Putting on the headset feels like strapping a giant brick to your face. A brick that fights to have the battery life of a Nintendo Switch and render games that look like they’d run well on the iPhone 4 from back in 2010.

Just buy a [VR Headset that plugs into your PC]!

No.

Honestly, that’s almost worse.

Sure, you trade poor graphics and battery life for a more immersive experience. But you give up one key thing that makes virtual reality feel like reality: movement. Unless you have an insane room setup, you just tethered your experience to wherever your PC (or game console) sits.

Let’s talk about movement, actually.

Movement is the single biggest disappointment in VR right now. It doesn't matter how good of a game you made. The graphics could be 8k, running on a headset displaying 240hz with infinite battery life thanks to an onboard nuclear reactor


it all falls apart as soon as you need to move more than an arm’s length away. Your immersion is broken. You need to use an absolutely terrible “Movement” system - like teleporting to a spot in front of you, gliding in a direction awkwardly, etc. Immediately makes the entire reality fall apart.

Teleportation | Blueprints Visual Scripting for Unreal Engine - Second  Edition

Why do Beatsaber, FitXR, Superhot, etc. do so well as VR games? They don’t require movement. The extent of your exploration in Beatsaber ends after you pick a song from a menu. Most people that play these games never experience the strangest aspect of VR that other games don’t suffer from.

Movement in most games is so bad that many games need sliders or settings to give you “blinders” while you’re turning/moving around because of how jarring it can be, which gives many people actual motion sickness from playing. There are band-aids and partial fixes to the underlying issue of movement just being bad.

How to Remove the Vignette in Among Us VR - YouTube

There are companies out there trying to solve this problem. They’re trying to make movement better. 360 treadmills, special frictionless shoes with a ceiling tether, etc., but nobody will have stuff like that in their household.

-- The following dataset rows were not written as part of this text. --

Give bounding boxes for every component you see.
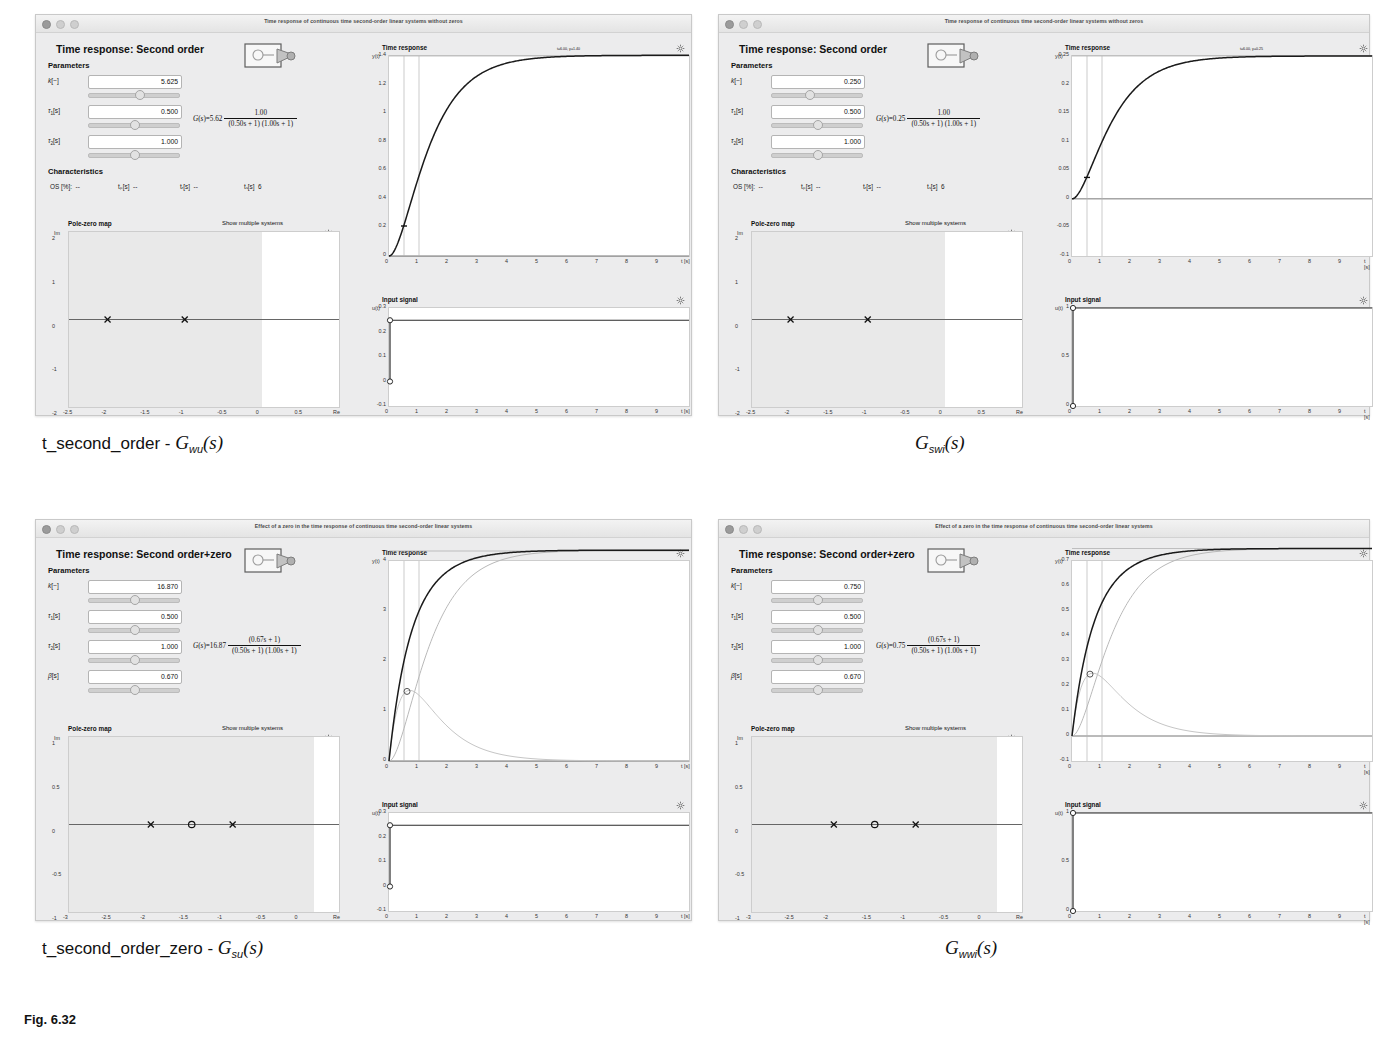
parameter-value-field[interactable]: 0.500 <box>771 105 865 119</box>
step-origin-marker <box>387 884 392 889</box>
time-response-xtick: 5 <box>1218 763 1221 769</box>
show-multiple-systems-label[interactable]: Show multiple systems <box>905 725 966 731</box>
slider-knob[interactable] <box>135 90 145 100</box>
input-signal-ytick: 0.2 <box>368 833 386 839</box>
parameter-value-field[interactable]: 1.000 <box>771 135 865 149</box>
slider-knob[interactable] <box>813 595 823 605</box>
parameter-value-field[interactable]: 0.500 <box>771 610 865 624</box>
characteristic-item: tₛ[s] 6 <box>927 183 945 191</box>
app-window[interactable]: Time response of continuous time second-… <box>35 14 692 416</box>
parameter-value-field[interactable]: 1.000 <box>88 640 182 654</box>
app-window[interactable]: Effect of a zero in the time response of… <box>718 519 1370 921</box>
pole-zero-map-plot[interactable] <box>68 736 340 913</box>
parameter-slider[interactable] <box>771 149 863 159</box>
input-signal-ytick: 0 <box>368 377 386 383</box>
block-diagram-thumbnail[interactable] <box>244 41 302 73</box>
slider-knob[interactable] <box>130 655 140 665</box>
settings-gear-icon[interactable] <box>1359 44 1368 53</box>
window-titlebar[interactable]: Effect of a zero in the time response of… <box>36 520 691 538</box>
settings-gear-icon[interactable] <box>1359 549 1368 558</box>
input-signal-xtick: 8 <box>1308 913 1311 919</box>
parameter-slider[interactable] <box>88 684 180 694</box>
input-signal-plot[interactable] <box>1071 307 1373 407</box>
characteristic-label: tᵣ[s] <box>863 183 873 190</box>
parameter-value-field[interactable]: 0.500 <box>88 610 182 624</box>
time-response-plot[interactable] <box>1071 560 1373 762</box>
block-diagram-thumbnail[interactable] <box>244 546 302 578</box>
slider-knob[interactable] <box>130 150 140 160</box>
parameter-value-field[interactable]: 1.000 <box>771 640 865 654</box>
parameter-row: k[−] 16.870 <box>48 580 348 606</box>
pole-zero-map-plot[interactable] <box>751 736 1023 913</box>
app-window[interactable]: Effect of a zero in the time response of… <box>35 519 692 921</box>
parameter-slider[interactable] <box>88 149 180 159</box>
parameter-label: β[s] <box>731 672 742 679</box>
parameter-value-field[interactable]: 0.670 <box>88 670 182 684</box>
pole-zero-xtick: -1 <box>217 914 222 920</box>
time-response-xtick: 8 <box>1308 258 1311 264</box>
parameter-value-field[interactable]: 0.500 <box>88 105 182 119</box>
slider-knob[interactable] <box>130 120 140 130</box>
pole-zero-map-title: Pole-zero map <box>751 220 795 227</box>
settings-gear-icon[interactable] <box>1359 801 1368 810</box>
parameter-value-field[interactable]: 0.670 <box>771 670 865 684</box>
parameter-slider[interactable] <box>88 624 180 634</box>
time-response-xtick: 3 <box>475 258 478 264</box>
show-multiple-systems-label[interactable]: Show multiple systems <box>905 220 966 226</box>
settings-gear-icon[interactable] <box>676 296 685 305</box>
parameter-slider[interactable] <box>771 594 863 604</box>
show-multiple-systems-label[interactable]: Show multiple systems <box>222 220 283 226</box>
pole-zero-map-plot[interactable] <box>68 231 340 408</box>
parameter-value-field[interactable]: 16.870 <box>88 580 182 594</box>
parameter-value-field[interactable]: 5.625 <box>88 75 182 89</box>
pole-zero-xtick: -2 <box>102 409 107 415</box>
settings-gear-icon[interactable] <box>676 801 685 810</box>
time-response-plot[interactable] <box>388 560 690 762</box>
slider-knob[interactable] <box>813 655 823 665</box>
slider-knob[interactable] <box>130 625 140 635</box>
transfer-function-lhs: G(s)=16.87 <box>193 642 226 650</box>
settings-gear-icon[interactable] <box>1359 296 1368 305</box>
slider-knob[interactable] <box>813 120 823 130</box>
parameter-value-field[interactable]: 1.000 <box>88 135 182 149</box>
input-signal-xtick: t [s] <box>1364 408 1370 420</box>
slider-knob[interactable] <box>813 625 823 635</box>
window-titlebar[interactable]: Effect of a zero in the time response of… <box>719 520 1369 538</box>
parameter-value-field[interactable]: 0.750 <box>771 580 865 594</box>
time-response-xtick: 4 <box>505 763 508 769</box>
slider-knob[interactable] <box>130 685 140 695</box>
slider-knob[interactable] <box>813 150 823 160</box>
parameter-slider[interactable] <box>88 119 180 129</box>
settings-gear-icon[interactable] <box>676 44 685 53</box>
parameter-value-field[interactable]: 0.250 <box>771 75 865 89</box>
window-titlebar[interactable]: Time response of continuous time second-… <box>36 15 691 33</box>
parameter-slider[interactable] <box>88 594 180 604</box>
pole-zero-map-plot[interactable] <box>751 231 1023 408</box>
time-response-plot[interactable]: t=6.00, y=0.25 <box>1071 55 1373 257</box>
input-signal-plot[interactable] <box>388 812 690 912</box>
input-signal-plot[interactable] <box>388 307 690 407</box>
parameter-slider[interactable] <box>771 624 863 634</box>
parameter-slider[interactable] <box>771 89 863 99</box>
panel-heading: Time response: Second order+zero <box>739 548 915 560</box>
parameter-slider[interactable] <box>88 654 180 664</box>
transfer-function-denominator: (0.50s + 1) (1.00s + 1) <box>907 118 980 128</box>
parameter-slider[interactable] <box>771 119 863 129</box>
time-response-ytick: 0.2 <box>1051 681 1069 687</box>
parameter-label: k[−] <box>731 582 742 589</box>
app-window[interactable]: Time response of continuous time second-… <box>718 14 1370 416</box>
block-diagram-thumbnail[interactable] <box>927 546 985 578</box>
show-multiple-systems-label[interactable]: Show multiple systems <box>222 725 283 731</box>
window-titlebar[interactable]: Time response of continuous time second-… <box>719 15 1369 33</box>
slider-knob[interactable] <box>130 595 140 605</box>
time-response-plot[interactable]: t=6.00, y=1.40 <box>388 55 690 257</box>
slider-knob[interactable] <box>805 90 815 100</box>
parameter-slider[interactable] <box>771 684 863 694</box>
slider-knob[interactable] <box>813 685 823 695</box>
input-signal-plot[interactable] <box>1071 812 1373 912</box>
block-diagram-thumbnail[interactable] <box>927 41 985 73</box>
parameter-slider[interactable] <box>88 89 180 99</box>
parameter-slider[interactable] <box>771 654 863 664</box>
input-signal-title: Input signal <box>382 801 418 808</box>
pole-zero-map-title: Pole-zero map <box>68 725 112 732</box>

I don’t know how to solve the movement issue, but I do know that there is no world where I will be excited about going on a virtual adventure when I’m teleporting every 20 ft to navigate the world.

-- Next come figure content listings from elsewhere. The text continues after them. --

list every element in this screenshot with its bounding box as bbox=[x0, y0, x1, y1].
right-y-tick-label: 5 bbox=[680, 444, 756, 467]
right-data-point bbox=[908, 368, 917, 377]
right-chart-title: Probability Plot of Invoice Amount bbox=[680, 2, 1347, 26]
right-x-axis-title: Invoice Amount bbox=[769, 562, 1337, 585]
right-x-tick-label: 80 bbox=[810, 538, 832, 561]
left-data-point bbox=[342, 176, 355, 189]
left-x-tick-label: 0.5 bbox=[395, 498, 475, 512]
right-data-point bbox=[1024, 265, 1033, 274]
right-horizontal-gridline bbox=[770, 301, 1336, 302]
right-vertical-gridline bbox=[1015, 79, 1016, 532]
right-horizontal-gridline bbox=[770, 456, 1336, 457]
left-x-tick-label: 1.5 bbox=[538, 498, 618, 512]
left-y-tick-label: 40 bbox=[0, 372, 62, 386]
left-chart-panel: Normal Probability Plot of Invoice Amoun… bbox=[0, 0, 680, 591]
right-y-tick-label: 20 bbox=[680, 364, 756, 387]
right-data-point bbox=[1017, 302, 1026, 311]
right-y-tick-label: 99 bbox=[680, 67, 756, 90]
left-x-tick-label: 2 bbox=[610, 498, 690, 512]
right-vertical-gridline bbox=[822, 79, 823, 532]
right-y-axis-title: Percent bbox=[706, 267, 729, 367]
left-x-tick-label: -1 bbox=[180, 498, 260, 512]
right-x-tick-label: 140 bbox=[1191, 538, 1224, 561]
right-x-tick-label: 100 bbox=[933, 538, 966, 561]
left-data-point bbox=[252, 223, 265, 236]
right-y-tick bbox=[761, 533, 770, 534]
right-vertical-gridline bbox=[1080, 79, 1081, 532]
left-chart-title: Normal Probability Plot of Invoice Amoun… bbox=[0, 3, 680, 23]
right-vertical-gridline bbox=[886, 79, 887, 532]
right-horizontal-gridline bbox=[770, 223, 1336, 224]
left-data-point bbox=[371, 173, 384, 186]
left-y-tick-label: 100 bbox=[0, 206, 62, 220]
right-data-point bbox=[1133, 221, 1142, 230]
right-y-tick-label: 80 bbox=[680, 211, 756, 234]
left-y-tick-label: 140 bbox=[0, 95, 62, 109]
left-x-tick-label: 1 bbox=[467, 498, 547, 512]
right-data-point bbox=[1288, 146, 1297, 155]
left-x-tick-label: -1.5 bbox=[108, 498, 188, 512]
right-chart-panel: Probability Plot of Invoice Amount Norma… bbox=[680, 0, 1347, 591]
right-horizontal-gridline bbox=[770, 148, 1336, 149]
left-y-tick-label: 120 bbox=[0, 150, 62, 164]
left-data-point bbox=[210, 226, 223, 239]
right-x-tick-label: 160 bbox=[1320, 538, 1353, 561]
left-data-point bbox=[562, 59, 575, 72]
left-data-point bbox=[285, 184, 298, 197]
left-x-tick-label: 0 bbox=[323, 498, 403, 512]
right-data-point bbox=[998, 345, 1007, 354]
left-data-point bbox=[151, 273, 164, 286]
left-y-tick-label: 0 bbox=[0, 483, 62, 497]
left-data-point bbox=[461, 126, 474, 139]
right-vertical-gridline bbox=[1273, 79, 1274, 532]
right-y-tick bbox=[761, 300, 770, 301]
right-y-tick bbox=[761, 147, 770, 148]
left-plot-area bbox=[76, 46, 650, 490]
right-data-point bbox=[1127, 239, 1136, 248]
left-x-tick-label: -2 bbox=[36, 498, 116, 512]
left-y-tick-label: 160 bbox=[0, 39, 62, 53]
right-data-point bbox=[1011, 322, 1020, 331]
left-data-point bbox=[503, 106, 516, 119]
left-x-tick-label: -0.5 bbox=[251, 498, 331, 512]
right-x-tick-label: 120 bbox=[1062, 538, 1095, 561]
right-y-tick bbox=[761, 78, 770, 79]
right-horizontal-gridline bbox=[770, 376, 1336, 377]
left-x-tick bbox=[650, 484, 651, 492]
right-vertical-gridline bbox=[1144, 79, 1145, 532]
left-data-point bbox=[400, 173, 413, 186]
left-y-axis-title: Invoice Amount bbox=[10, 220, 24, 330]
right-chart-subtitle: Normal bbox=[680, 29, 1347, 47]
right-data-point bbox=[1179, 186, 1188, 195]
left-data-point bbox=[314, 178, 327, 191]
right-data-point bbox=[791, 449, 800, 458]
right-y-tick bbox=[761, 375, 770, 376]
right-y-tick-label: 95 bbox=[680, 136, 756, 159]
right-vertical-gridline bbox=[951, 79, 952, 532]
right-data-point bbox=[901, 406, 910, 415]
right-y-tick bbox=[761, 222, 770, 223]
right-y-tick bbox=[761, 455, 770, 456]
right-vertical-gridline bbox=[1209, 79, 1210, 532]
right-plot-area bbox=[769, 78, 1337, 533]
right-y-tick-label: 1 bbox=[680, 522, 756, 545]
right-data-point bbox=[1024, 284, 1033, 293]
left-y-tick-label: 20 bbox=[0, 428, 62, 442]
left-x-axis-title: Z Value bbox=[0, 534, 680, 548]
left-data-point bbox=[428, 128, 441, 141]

Let’s talk about controls.

To Meta’s credit, the hand tracking on the quest series has actually gotten pretty good. Navigating menus, grabbing objects, and interacting with worlds without controllers feel pretty good and work decently well. That assumes, however, the games you’re playing support hand-based controls. (All 3 games I mentioned above don’t.)

Oculus Quest Hand Tracking Coming in 2020 - Variety

The controllers for these things are complicated. They try to make it “natural” to do things (like grabbing, throwing, etc.), but they really feel strange. If you’ve come from playing games for years like me, you’ll get the hang of it.

But, try handing a VR headset to your mom with those controllers and no other info — you’ll see how “intuitive” they really are.

Despite all this, so many games and companies are developing AR/VR-first and exclusive experiences. Sinking a ton of funding into these projects with the hope that they’ll be the ones to take the throne of their category in this future digital landscape.

And maybe they will. But right now, the devices people need to get to those worlds are holding it back. High prices, terrible controls, immersion-breaking workarounds, and poor specs. Me, I’d make sure that if VR was such a target, I was also making sure the experience played and worked well on other platforms, too. (Did you know even games like VRChat don’t actually need to be played in VR?)

I think VR will have a place for everyone in the future, but it’s not here yet. Not by a long shot.